The serpent woman has sloughed off her tangled skin twice in her struggle for existence. The first is when she gave up her “Devadasi’ background to apparently rise to a respectable social status, and later when she breaks free from her marital servitude to achieve fame as “the greatest dancer of the century”. She becomes Nalini, an appropriate symbol, of her rising from a clod of mud to the pristine lotus. Yet she gradually realizes that she has not attained true freedom but becomes a mere puppet to be manipulated by Raju. Even if she had been able to coax Raju in fostering her art, Raju now manipulates her to become a commercial performer who must perform to satisfy his lust for money. The third and final sloughing of skin occurs when Raju’s forgery leads to a regeneration. She faces the world alone, pays back the debts and emerges the truly free woman.

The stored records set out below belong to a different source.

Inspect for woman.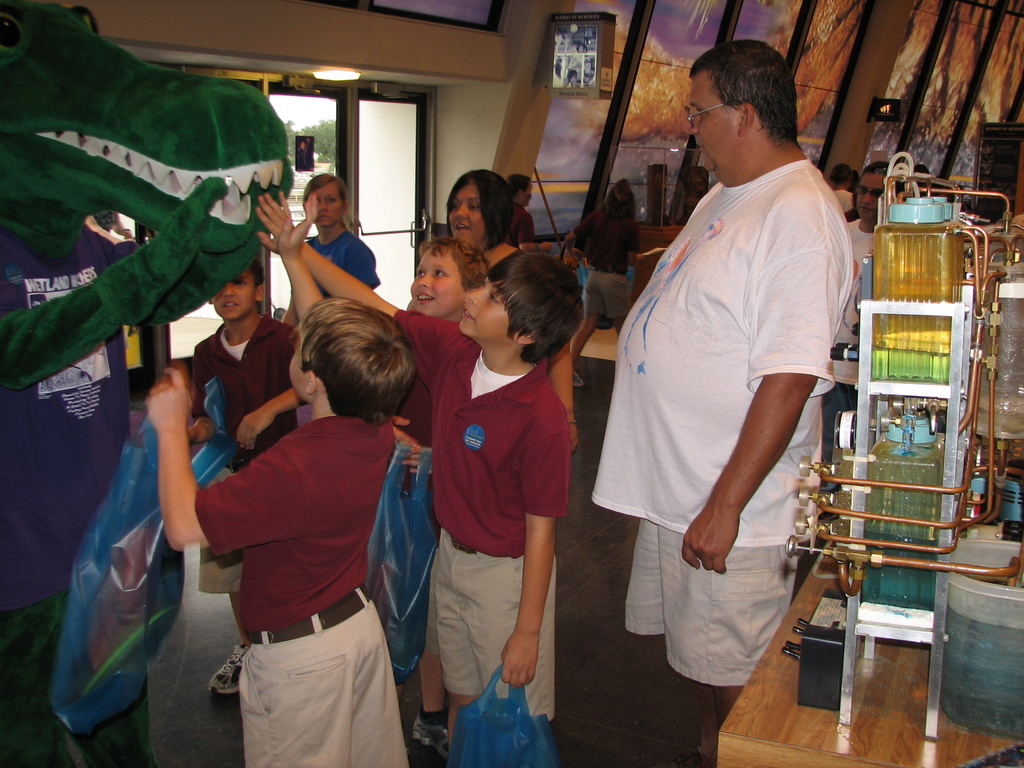
Inspection: [left=282, top=168, right=376, bottom=326].
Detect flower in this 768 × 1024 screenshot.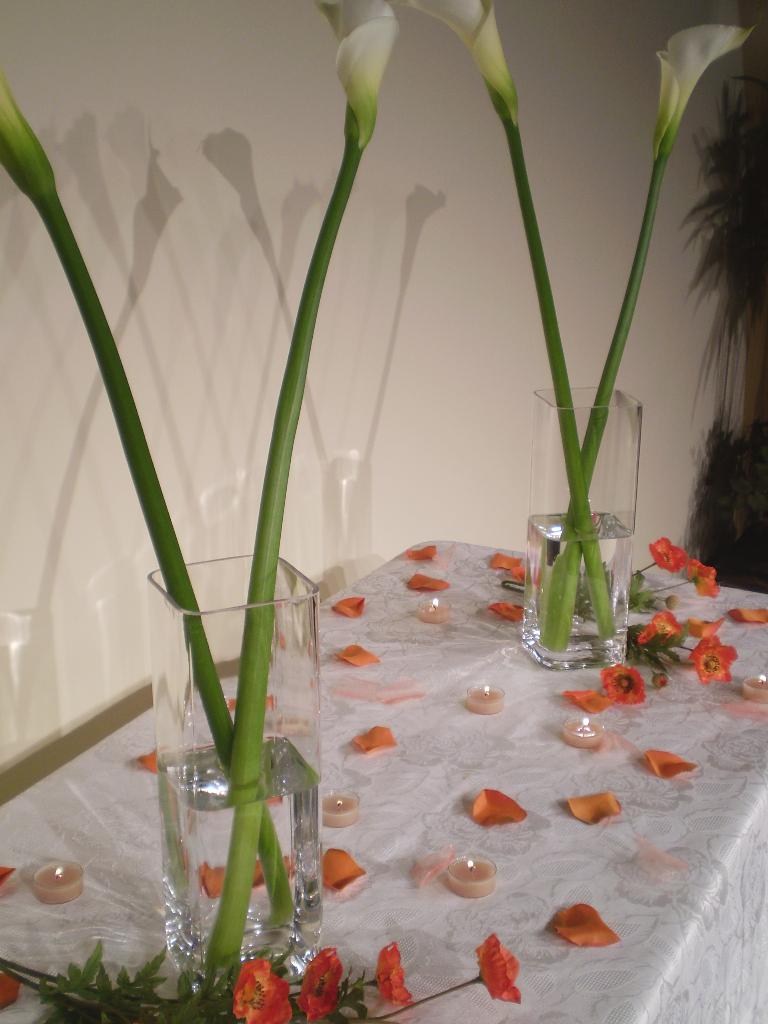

Rosie has been criticized for her infidelity to the two men in her life, a serpent woman who envenoms the lives of her menfolk. Yet it is only her efforts to break free from her fettered existence in a patriarchal world. Her husband Marco is undeniably selfish and indeed a hypocrite, who leads a satisfied life himself but represses and castigates her and further even doesn’t provide the carnal consummation which is the ‘sine-qua-non’ in a marital relationship. She neither finds fulfillment as a wife nor any prospect to her art from Marco. In such a situation it may not be a sin for Rosie to enter into a liaison with Raju. As for Raju, he only wanted to make monetary profits from Rosie’s dancing, and the sensitive Rosie is compelled to voice her unhappiness: “I felt like one of those parrots in a cage taken around the village fairs.” Raju not only keeps her in darkness about her own jewelry in order to conceal Marco’s generosity but also forges her signature. Indeed, the fact that she sells her existing jewelry to provide money for Raju’s case, proves her angelic role.
Thus while Raju is only a pretender and manipulator who is victimized by his own machinations, Rosie rises above all manipulations and soars high like a phoenix in lone splendor. She is not the satanic snake of Christian theology, but the snake of Hindu mythology, if snake is to be the dominant metaphor for her, who’s “ascent through the successive chakra in the kundalini creates a fresh manifestation of life.”